Antonia Bocker did not leave off, but merely took a pause to fetch her breath and to cast about for a closing consequent to her dangling antecedent. “Then we should all be dead, ladies and gentleman. We should all be riddled with holes like eye-cheese, and Dingley Dell should come to its end.” And with this, Antonia Bocker sat down.

“For the love of our Lord and Savior, Antonia!” exclaimed Malvina Potterson in another exasperated appeal to dignified discourse. Addressing her most outspoken guest, she continued: “Your disquisition is wildly inappropriate for a tea party and almost certainly a tea party that seeks only to do honour to the memory of our dear departed friend Euphemia. We will entertain no further outburst from you whatsoever.”

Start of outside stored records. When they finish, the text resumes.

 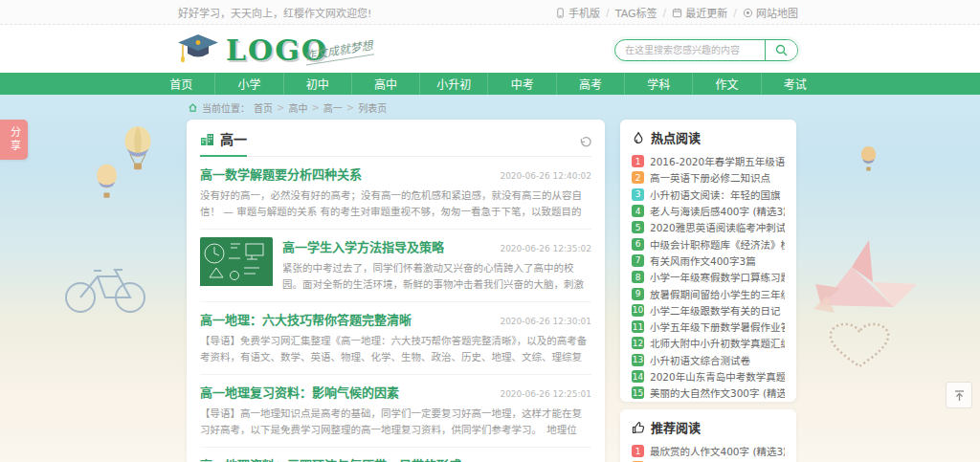 What do you see at coordinates (725, 84) in the screenshot?
I see `nav-item-zuowen: 作文` at bounding box center [725, 84].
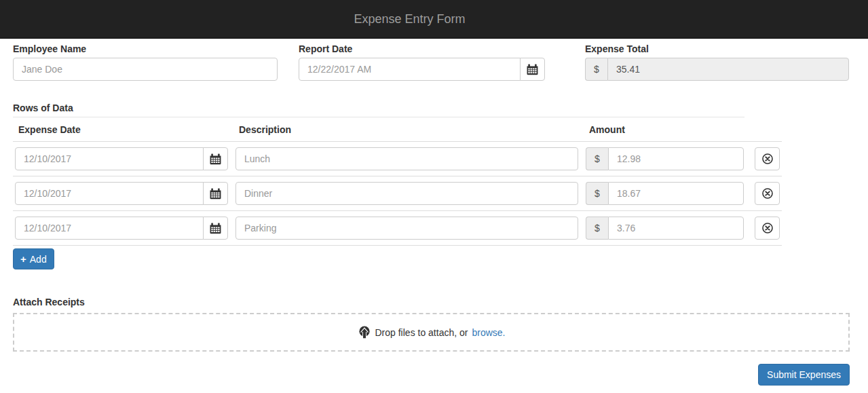  I want to click on expense-total-group: $, so click(717, 69).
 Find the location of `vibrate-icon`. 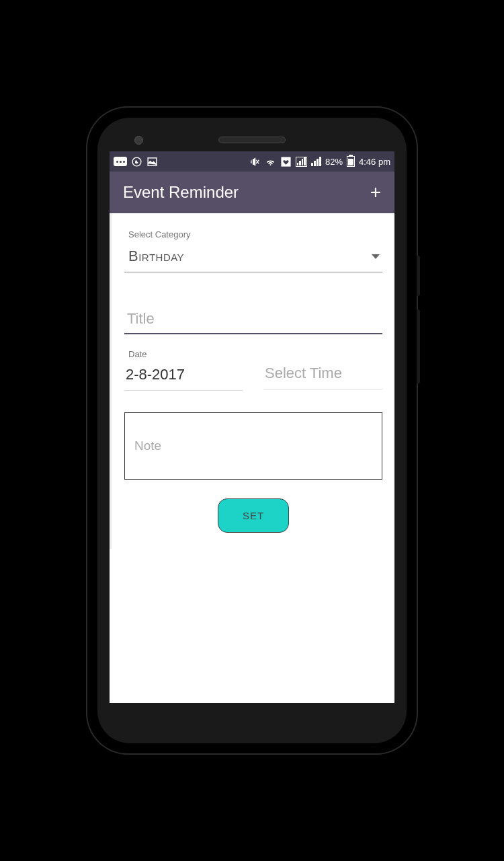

Again Miss Bocker rose to her feet and again did she ask her hostess if she should take her leave. “For I will most assuredly go if you desire it. Although I came to speak in quiet, respectful tones of memorial sentiment for that dear woman who bore our friend Frederick, yet I’ve heard nothing since my arrival but a description in the most mind-numbing terms of what we have worn this past year and what we have put into a pudding and who said what to whom behind the back of whomever else — you see, Trimmers, this was the lay of the land before your own arrival, this mindless female chitter-chatter that makes me want to reject everything I’ve just eaten by way of the very same portal through which it was originally admitted.”

“Oh Antonia, must you!” This from Mrs. Lavinia Blight, who stomped her tree-trunk legs upon the floor and unsettled both the teacups and the harmonica goblets set upon the escritoire, and for a brief moment made one to think that the musical glasses were about to give a tune. “And if we are to continue along this line another moment, I shall begin to pull out all of my hair!”

Mrs. Potterson nodded to Mrs. Blight in support of the second woman’s support of Mrs. Potterson’s side.